Incidentally, some academics in my extended family are a bit amused at how an entire large subfield of literature has arisen from this very novel within Chinese, East Asian, and to some extent World Literature. That’s not to say they disliked it.

Rather that back when the novel was first released to the public in the 18th century, it was regarded among the educated elite as a “guilty pleasure”* one would not want to be caught in public with as it was regarded as exceedingly lowbrow literature. Part of this perception was the fact the novel was written in vernacular Chinese in an era when mid and highbrow literature** and official documents were written in literary Chinese.

This attitude was similar to ones held among some educated elites in Medieval and Renaissance Europe regarding religious materials and literature written in Latin versus the vernacular languages of each of the respective societies.

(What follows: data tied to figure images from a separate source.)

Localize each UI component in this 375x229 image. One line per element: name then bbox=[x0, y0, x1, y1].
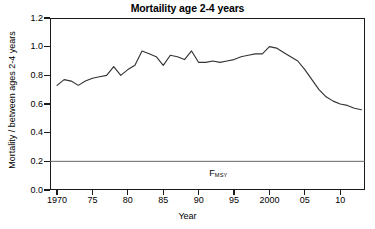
x-tick-mark bbox=[127, 190, 128, 195]
x-tick-label: 95 bbox=[229, 196, 239, 205]
y-axis-title: Mortality / between ages 2-4 years bbox=[7, 15, 17, 185]
y-tick-label: 0.6 bbox=[13, 100, 43, 109]
fmsy-subscript: MSY bbox=[215, 172, 228, 178]
y-tick-label: 0.8 bbox=[13, 71, 43, 80]
chart-title: Mortaility age 2-4 years bbox=[0, 2, 375, 15]
x-tick-label: 85 bbox=[158, 196, 168, 205]
x-tick-label: 90 bbox=[194, 196, 204, 205]
mortality-chart: Mortaility age 2-4 years Mortality / bet… bbox=[0, 0, 375, 229]
mortality-series-line bbox=[57, 47, 361, 110]
x-tick-mark bbox=[340, 190, 341, 195]
y-tick-label: 0.2 bbox=[13, 157, 43, 166]
x-tick-mark bbox=[304, 190, 305, 195]
x-tick-label: 75 bbox=[87, 196, 97, 205]
x-tick-mark bbox=[233, 190, 234, 195]
y-tick-label: 0.0 bbox=[13, 186, 43, 195]
fmsy-annotation-label: FMSY bbox=[209, 169, 227, 179]
x-tick-mark bbox=[269, 190, 270, 195]
y-tick-label: 1.0 bbox=[13, 42, 43, 51]
x-tick-label: 10 bbox=[335, 196, 345, 205]
x-tick-label: 80 bbox=[123, 196, 133, 205]
x-tick-label: 05 bbox=[300, 196, 310, 205]
x-tick-mark bbox=[92, 190, 93, 195]
fmsy-symbol: F bbox=[209, 168, 215, 178]
x-tick-label: 1970 bbox=[47, 196, 67, 205]
x-tick-mark bbox=[56, 190, 57, 195]
x-tick-mark bbox=[198, 190, 199, 195]
x-axis-title: Year bbox=[0, 211, 375, 221]
x-tick-mark bbox=[163, 190, 164, 195]
series-plot bbox=[50, 18, 365, 190]
y-tick-label: 0.4 bbox=[13, 128, 43, 137]
x-tick-label: 2000 bbox=[259, 196, 279, 205]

  • Probably almost on the level of say...catching someone who is renowned for having a highbrow intellectual reputation and demeanor being caught reading the National Enquirer tabloid.

** The Romance of Three Kingdoms is considered more “high brow” not only because the subject matter is on military and political maneuverings and strategy during a notable historical period in Chinese history, but also because it was originally written in literary Chinese.

Some random thoughts here:
The brilliance of My Antonia is that Jim Burden (note name) is an unreliable narrator. It’s a completely different book once you understand that. Many pieces of literature depend on good teaching, which is why they are appropriate to a classroom.

I think of HF as a period piece, no different than The Jungle. The boy narrator is probably why HF gets taught so much in high school, not invalid, but insufficient by itself.

I have never read The Inferno, and so I don’t know if Dante’s criticism of the church is sufficient to make it useful historically, politically, or spiritually. Even without reading it, the frame of criticizing imperial power might make it worth a discussion with college students. I am fairly confident it is better aesthetically than HF.

I’ll admit that I pulled a fast one to exclude Cather from my list by referencing “more than 100 years ago,” and My Antonia was published in 1918. I think that’s the most canonical of her works, and I’m with @mamalion (and against my doppelganger, @mathmom) as to its quality. Also, @alh, Cather was way less dead-white-mannish than Wharton.

My mother’s high school American Lit curriculum included many of the books @mamalion cites. She adored Billy Budd. She had her students read London’s more-obscure Martin Eden, in part because most of them had read Call of the Wild in middle school. I’m sorry, though. Maybe it’s just the particular indoctrination I had, but I see Alcott and Lewis as of historical, not literary importance (although possibly important to the history of the business of literature), and Huckleberry Finn as important to the history and development of literature, although it’s not necessarily my favorite Twain.

Some of @mamalion 's post reminds me of a great scene in David Lodge’s first novel, Changing Places. The Berkeley English department plays a party game, where each person admits to not having read a particular book, and scores points based on how many of the other people have read that book. A particularly competitive young professor claims – falsely – never to have read Hamlet. (Not positive I am remembering correctly, and maybe it’s Romeo and Juliet.) He wins the game decisively, but is denied tenure the next day notwithstanding strong publications because everyone feels uncomfortable granting tenure to someone who has never read Hamlet. Really, @mamalion? No Dante and no Symposium? I’m not going to say you have to read Paradiso, but Inferno is really good. As is Symposium. Everyone reads them in large part because everyone likes them; they’re super enjoyable, and not that long, either.

Here’s part of a line from Chap 13 of HF. Huck is speaking: “… [J] ust in the edge of the evening she started over with her ****** woman in the horse-ferry, to stay all night at her friend’s house …”

The casual use of the N word throughout the novel would be offensive to many readers. I’m fine with taking it off a required list. Anyone is free to read it on their own time.